What Plato Can Teach Facebook
“American academic debates have become more vicious today than they were 60 years ago. Already at the beginning of my academic career, I found myself involved in scholarly controversies, just as I am now. But I formerly thought of the scientists with whom I disagreed on scientific matters as personal friends, not as personal enemies. For example, I recall spending a vacation in Britain after a physiological conference, touring ruined Cistercian monasteries with a nice and gentle American physiologist with whom I had strongly disagreed about the mechanism of epithelial water transport at the conference. That would be impossible today. Instead, I’ve now repeatedly been sued, threatened with lawsuits, and verbally abused by scholars disagreeing with me. My lecture hosts have been forced to hire bodyguards to shield me from angry critics. One scholar concluded a published review of one of my books with the words ‘Shut up!’ Academic life mirrors American life in general, just as do our politicians, our voters, our elevator riders, our car drivers, and our pedestrians.”—Jared Diamond, Upheaval: Turning Points for Nations in Crisis (2019)
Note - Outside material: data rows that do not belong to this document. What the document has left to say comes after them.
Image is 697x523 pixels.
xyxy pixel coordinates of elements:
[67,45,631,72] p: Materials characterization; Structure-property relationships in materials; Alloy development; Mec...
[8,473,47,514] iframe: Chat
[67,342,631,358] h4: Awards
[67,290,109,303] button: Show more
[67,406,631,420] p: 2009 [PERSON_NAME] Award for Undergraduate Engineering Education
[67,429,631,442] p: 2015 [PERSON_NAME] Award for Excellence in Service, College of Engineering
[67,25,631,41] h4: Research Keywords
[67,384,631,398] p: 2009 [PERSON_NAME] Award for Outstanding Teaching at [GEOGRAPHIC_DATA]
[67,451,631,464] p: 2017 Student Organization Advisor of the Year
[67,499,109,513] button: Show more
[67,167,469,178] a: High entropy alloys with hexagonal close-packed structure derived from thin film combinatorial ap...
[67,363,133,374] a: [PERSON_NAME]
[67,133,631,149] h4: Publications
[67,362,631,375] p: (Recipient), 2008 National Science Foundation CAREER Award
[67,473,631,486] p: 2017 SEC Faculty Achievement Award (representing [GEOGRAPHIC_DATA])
To study people as a group, we have to place them into categories. Individuals must cease to be individuals. They must become representatives of this or that category. If you want to know humanity the way an entomologist knows butterflies, you’ll have to learn how to see forests not trees. But if you want to be a decent human being, who treats people with respect, you’ll have to learn how to see trees not forests. Because people are not butterflies. And few things are more dehumanizing than being treated like the representative of a category.
A former student of mine experienced this first-hand at Concordia University. She wears the hijab, which makes her rather obviously Muslim. A well-meaning progressive prof—who, as she put it, “talks about privilege all the time”—called on her in class whenever they were talking about anything remotely related to Islam (e.g., Islamophobia, I.S.I.S., women in Islam, etc.). As you might expect, being habitually treated like a group representative made her profoundly uncomfortable. It made many of the other students uncomfortable too. Apparently this prof calls on black students for “the black perspective” on a regular basis too, much to their chagrin, and she systematically silences young white men who dare to “take up too much space.” She never seems to remember her students’ names.
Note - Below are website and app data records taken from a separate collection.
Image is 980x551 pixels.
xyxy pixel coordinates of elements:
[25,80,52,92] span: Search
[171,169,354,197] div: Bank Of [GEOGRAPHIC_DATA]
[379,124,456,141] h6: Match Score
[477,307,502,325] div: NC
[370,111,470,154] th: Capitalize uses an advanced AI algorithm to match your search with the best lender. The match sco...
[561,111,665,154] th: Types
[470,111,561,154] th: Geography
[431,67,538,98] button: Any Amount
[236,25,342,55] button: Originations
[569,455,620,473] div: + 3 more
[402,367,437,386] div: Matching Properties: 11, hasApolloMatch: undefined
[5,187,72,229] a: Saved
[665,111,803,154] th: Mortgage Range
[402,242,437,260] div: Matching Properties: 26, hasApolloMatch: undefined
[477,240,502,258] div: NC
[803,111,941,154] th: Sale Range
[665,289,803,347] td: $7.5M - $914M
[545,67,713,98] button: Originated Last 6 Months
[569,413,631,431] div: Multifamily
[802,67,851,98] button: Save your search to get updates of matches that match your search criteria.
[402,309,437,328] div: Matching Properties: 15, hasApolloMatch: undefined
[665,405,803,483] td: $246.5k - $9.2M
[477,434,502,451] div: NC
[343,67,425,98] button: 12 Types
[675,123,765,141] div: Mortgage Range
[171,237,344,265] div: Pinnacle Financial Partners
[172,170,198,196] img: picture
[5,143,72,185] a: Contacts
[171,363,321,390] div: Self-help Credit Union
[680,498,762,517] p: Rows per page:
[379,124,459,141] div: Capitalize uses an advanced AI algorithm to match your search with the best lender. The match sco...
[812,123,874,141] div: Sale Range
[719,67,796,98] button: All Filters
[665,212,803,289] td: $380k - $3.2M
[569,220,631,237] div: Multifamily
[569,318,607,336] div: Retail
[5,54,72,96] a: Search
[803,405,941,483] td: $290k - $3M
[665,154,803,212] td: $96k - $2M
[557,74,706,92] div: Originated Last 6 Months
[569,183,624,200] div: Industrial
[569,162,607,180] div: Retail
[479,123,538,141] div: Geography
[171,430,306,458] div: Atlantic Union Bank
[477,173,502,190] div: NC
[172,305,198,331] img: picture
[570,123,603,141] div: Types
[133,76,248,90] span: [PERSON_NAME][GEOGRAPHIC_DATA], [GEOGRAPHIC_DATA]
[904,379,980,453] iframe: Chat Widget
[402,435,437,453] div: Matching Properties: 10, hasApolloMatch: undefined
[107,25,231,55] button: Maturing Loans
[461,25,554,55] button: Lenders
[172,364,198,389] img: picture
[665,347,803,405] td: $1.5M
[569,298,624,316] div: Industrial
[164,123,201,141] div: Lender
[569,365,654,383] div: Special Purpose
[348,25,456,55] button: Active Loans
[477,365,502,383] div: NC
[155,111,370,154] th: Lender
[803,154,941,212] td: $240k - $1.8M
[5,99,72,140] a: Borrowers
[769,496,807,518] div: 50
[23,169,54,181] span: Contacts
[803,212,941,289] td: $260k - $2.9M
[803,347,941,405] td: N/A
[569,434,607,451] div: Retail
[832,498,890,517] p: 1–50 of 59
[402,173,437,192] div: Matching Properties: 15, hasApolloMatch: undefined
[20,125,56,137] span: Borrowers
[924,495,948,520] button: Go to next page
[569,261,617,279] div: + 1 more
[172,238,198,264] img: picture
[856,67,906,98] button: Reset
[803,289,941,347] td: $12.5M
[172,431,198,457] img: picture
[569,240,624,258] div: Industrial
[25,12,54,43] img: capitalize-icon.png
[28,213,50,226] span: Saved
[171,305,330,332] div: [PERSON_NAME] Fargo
Plato was acutely interested in sociological categories and psychological types. All of the major human types are captured and cataloged in his dialogues with cold-eyed precision. Agathon, the charming host of The Symposium, is a type: an intellectual lightweight, with a flair for language, who’s smart enough to suspect that he’s not all that smart, a good-looking guy who loves pretty things and doesn’t care if they’re real, the sort of guy who values beauty far more than he’s ever valued truth.
Eryximachus, the annoying doctor in The Symposium, is also a familiar type: an overbearing know-it-all with a stick up his ass and a PhD in Being Boring, a narrow-minded expert who seems to know everything there is to know about the little fenced-in patch of intellectual property he calls home, but practically nothing about the world outside of it. Phaedrus is also a type: a self-absorbed narcissist who celebrates love, not because he’s a romantic, but because he’s noticed that people do lots of nice things for you when they’re in love with you.
These are flawed characters. No doubt about that. Agathon is a bit of a tool, Phaedrus is a bit of a dick, and Eryximachus is a bit of a douche; and yet you can’t help but like all of them. Because they’re so much more than just types. Like all of Plato’s characters, these guys are thoroughly human, entirely believable, and utterly unforgettable. These aren’t cardboard cut-outs or sock puppets; these are real people, people you recognize. You never forget their humanity when they’re in the midst of a heated debate, regardless of whether or not you agree with them.
Alas, this is not the norm online. Heated debates slip into demonization and nastiness far too easily in Social Media Land. My friend Jean-Louis says this is an inescapable feature of the medium. And maybe he’s right. Maybe it’s just too easy to be an asshole online. Plato figured out how to talk about the complicated relationships between people and power, ideas and institutions, without dehumanizing us. We’ve yet to figure out how to do this in Social Media Land.